Sunday Adult Bible Study – Book of Romans

Join us weekly to participate in FOL’s Adult Bible Classes, following worship each Sunday Adult Bible classes are held in the Atrium area from 10:30-11:30am.  Coffee and refreshments will be served.  All are welcome!

(Memorization Homework)

FEBRUARY 19th: “For we maintain that a man is justified by faith apart from observing the law” (Romans 3:28)

FEBRUARY 12th: “Therefore no one will be declared righteous in his sight by observing the law; rather, through the law we become conscious of sin.” (Romans 3:20)

FEBRUARY 5th:  “Or do you show contempt for the riches of his kindness, tolerance and patience, not realizing that God’s kindness leads you toward repentance?” (Romans 2:4)

On his missionary journeys, Paul heard about the Christians in Rome. He wrote his letter to the Romans to strengthen their faith so that they might help him spread the gospel farther to the west. For over two thousand years, Christians have treasured Romans for its clear and pure presentation of God’s grace to sinners. 

Book of Romans is one of the most profound books in existence; it is certainly one of the most valued parts of the Holy Scriptures. It has been appropriately termed the Cathedral of the Christian faith. Its profound theology and impressive style were reason enough for it to be assigned the first place among the Pauline epistles.  Martin Luther wrote concerning the importance and impact of the Book of Romans that it is: “chief part of the New Testament and…the purest gospel” and urges Christians to know it by heart and to treasure it as the “daily bread of the soul.”
When Paul wrote this epistle to the church in Rome, that congregation must have already been in existence for a number of years, for Paul writes that he had desired to visit them “these many years” (15:23). To him this church was strong enough to help him carry out further missionary activities. They are not called recent converts; they are not treated as having been improperly instructed, but seem to have been an organized and well-grounded congregation (15:14, “filled with all knowledge, able also to admonish one another”). The epistle deals with no major error in the church; nor does it have to deal with organizational principles. It was a church that was universally famous (1:8), and not merely because it was in Rome.

The Roman church was a group that had a large Jewish element, but was also filled with Gentile converts from paganism, both free as well as slaves. How the church in Rome was started is unclear. The Roman Catholic view is that Peter founded it; another view is that Roman Christians from Pentecost in Jerusalem made their way there. But it may simply be that several Christian families or groups from Pauline churches in the East settled in Rome and grew together. According to the end of the book, there were several congregations meeting in the city. At the outbreak of Neronian persecutions, Tacitus says that the Christians in Rome were “an immense multitude.”

The Place and Date of Romans

Based on the material from Acts and the Corinthian epistles, the Book of Romans clearly indicates that it was written from Corinth on Paul’s third missionary journey. Paul had never visited Rome; but after fulfilling his mission of mercy to Jerusalem, he hoped to go to Rome en route to Spain (Rom. 15:23-25). At any rate, the date of the book is probably 60 A.D.

The chronological order of the Pauline epistles is about as follows: First and Second Thessalonians, Galatians, First and Second Corinthians, Romans, Colossians, Ephesians, Philippians, Philemon, First Timothy, Titus, and Second Timothy. Romans is placed first among Paul’s letters in the New Testament not only because it is his longest work, but because it also furnishes a massive and basic theological frame-work for the whole collection of the apostle’s writings.

The Theme of the Book of Romans

The theme of the book centers on the Gospel of Christ (Rom. 1:16,17). Paul is deeply concerned that his readers understand how a sinner may be received as righteous by a righteous God; and how a justified sinner should live daily to the glory of God.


Work request> The records are to be copied in their entirety, exactly as given.

Excerpted data>
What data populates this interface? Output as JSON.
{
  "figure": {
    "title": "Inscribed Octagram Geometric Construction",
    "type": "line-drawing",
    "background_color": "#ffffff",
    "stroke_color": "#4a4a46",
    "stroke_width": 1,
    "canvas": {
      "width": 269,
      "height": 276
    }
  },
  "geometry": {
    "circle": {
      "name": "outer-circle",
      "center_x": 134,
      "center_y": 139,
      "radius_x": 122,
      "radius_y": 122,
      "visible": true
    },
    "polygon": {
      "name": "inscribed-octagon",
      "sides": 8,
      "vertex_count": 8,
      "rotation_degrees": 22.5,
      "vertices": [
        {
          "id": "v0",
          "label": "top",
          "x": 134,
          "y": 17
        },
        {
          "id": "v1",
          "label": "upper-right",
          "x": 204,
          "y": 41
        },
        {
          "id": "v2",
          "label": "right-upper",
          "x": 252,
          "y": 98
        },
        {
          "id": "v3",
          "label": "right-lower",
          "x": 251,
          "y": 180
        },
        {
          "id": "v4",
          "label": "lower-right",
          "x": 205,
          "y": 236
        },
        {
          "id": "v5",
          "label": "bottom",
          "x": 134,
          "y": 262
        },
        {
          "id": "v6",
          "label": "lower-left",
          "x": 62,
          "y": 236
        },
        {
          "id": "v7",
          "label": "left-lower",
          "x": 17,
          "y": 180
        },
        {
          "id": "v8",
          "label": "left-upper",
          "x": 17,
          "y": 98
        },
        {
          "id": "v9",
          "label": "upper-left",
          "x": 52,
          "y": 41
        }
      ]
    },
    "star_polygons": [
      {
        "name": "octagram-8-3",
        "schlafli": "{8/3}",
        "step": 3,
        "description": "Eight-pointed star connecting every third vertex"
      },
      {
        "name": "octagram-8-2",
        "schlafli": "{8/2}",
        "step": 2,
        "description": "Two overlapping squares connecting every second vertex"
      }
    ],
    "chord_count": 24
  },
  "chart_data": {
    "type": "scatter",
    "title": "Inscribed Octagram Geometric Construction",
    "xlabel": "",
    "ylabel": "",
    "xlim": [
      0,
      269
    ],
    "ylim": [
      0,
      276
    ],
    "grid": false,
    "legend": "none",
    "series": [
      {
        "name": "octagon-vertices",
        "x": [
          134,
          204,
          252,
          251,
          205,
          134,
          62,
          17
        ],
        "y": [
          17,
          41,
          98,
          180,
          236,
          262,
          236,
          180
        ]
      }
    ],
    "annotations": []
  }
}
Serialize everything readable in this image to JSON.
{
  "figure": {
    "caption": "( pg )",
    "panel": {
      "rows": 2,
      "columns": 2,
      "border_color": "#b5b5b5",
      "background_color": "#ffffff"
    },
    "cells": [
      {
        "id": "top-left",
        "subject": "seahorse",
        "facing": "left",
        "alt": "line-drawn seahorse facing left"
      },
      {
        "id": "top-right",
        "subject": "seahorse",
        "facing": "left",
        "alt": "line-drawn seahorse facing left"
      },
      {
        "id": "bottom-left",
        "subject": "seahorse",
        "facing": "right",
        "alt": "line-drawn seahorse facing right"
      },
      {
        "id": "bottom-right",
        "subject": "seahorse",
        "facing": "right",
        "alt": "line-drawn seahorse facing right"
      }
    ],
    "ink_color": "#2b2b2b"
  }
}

Exercise result>
What data populates this interface? Output as JSON.
{
  "figure": {
    "title": "Inscribed Octagram Geometric Construction",
    "type": "line-drawing",
    "background_color": "#ffffff",
    "stroke_color": "#4a4a46",
    "stroke_width": 1,
    "canvas": {
      "width": 269,
      "height": 276
    }
  },
  "geometry": {
    "circle": {
      "name": "outer-circle",
      "center_x": 134,
      "center_y": 139,
      "radius_x": 122,
      "radius_y": 122,
      "visible": true
    },
    "polygon": {
      "name": "inscribed-octagon",
      "sides": 8,
      "vertex_count": 8,
      "rotation_degrees": 22.5,
      "vertices": [
        {
          "id": "v0",
          "label": "top",
          "x": 134,
          "y": 17
        },
        {
          "id": "v1",
          "label": "upper-right",
          "x": 204,
          "y": 41
        },
        {
          "id": "v2",
          "label": "right-upper",
          "x": 252,
          "y": 98
        },
        {
          "id": "v3",
          "label": "right-lower",
          "x": 251,
          "y": 180
        },
        {
          "id": "v4",
          "label": "lower-right",
          "x": 205,
          "y": 236
        },
        {
          "id": "v5",
          "label": "bottom",
          "x": 134,
          "y": 262
        },
        {
          "id": "v6",
          "label": "lower-left",
          "x": 62,
          "y": 236
        },
        {
          "id": "v7",
          "label": "left-lower",
          "x": 17,
          "y": 180
        },
        {
          "id": "v8",
          "label": "left-upper",
          "x": 17,
          "y": 98
        },
        {
          "id": "v9",
          "label": "upper-left",
          "x": 52,
          "y": 41
        }
      ]
    },
    "star_polygons": [
      {
        "name": "octagram-8-3",
        "schlafli": "{8/3}",
        "step": 3,
        "description": "Eight-pointed star connecting every third vertex"
      },
      {
        "name": "octagram-8-2",
        "schlafli": "{8/2}",
        "step": 2,
        "description": "Two overlapping squares connecting every second vertex"
      }
    ],
    "chord_count": 24
  },
  "chart_data": {
    "type": "scatter",
    "title": "Inscribed Octagram Geometric Construction",
    "xlabel": "",
    "ylabel": "",
    "xlim": [
      0,
      269
    ],
    "ylim": [
      0,
      276
    ],
    "grid": false,
    "legend": "none",
    "series": [
      {
        "name": "octagon-vertices",
        "x": [
          134,
          204,
          252,
          251,
          205,
          134,
          62,
          17
        ],
        "y": [
          17,
          41,
          98,
          180,
          236,
          262,
          236,
          180
        ]
      }
    ],
    "annotations": []
  }
}
Serialize everything readable in this image to JSON.
{
  "figure": {
    "caption": "( pg )",
    "panel": {
      "rows": 2,
      "columns": 2,
      "border_color": "#b5b5b5",
      "background_color": "#ffffff"
    },
    "cells": [
      {
        "id": "top-left",
        "subject": "seahorse",
        "facing": "left",
        "alt": "line-drawn seahorse facing left"
      },
      {
        "id": "top-right",
        "subject": "seahorse",
        "facing": "left",
        "alt": "line-drawn seahorse facing left"
      },
      {
        "id": "bottom-left",
        "subject": "seahorse",
        "facing": "right",
        "alt": "line-drawn seahorse facing right"
      },
      {
        "id": "bottom-right",
        "subject": "seahorse",
        "facing": "right",
        "alt": "line-drawn seahorse facing right"
      }
    ],
    "ink_color": "#2b2b2b"
  }
}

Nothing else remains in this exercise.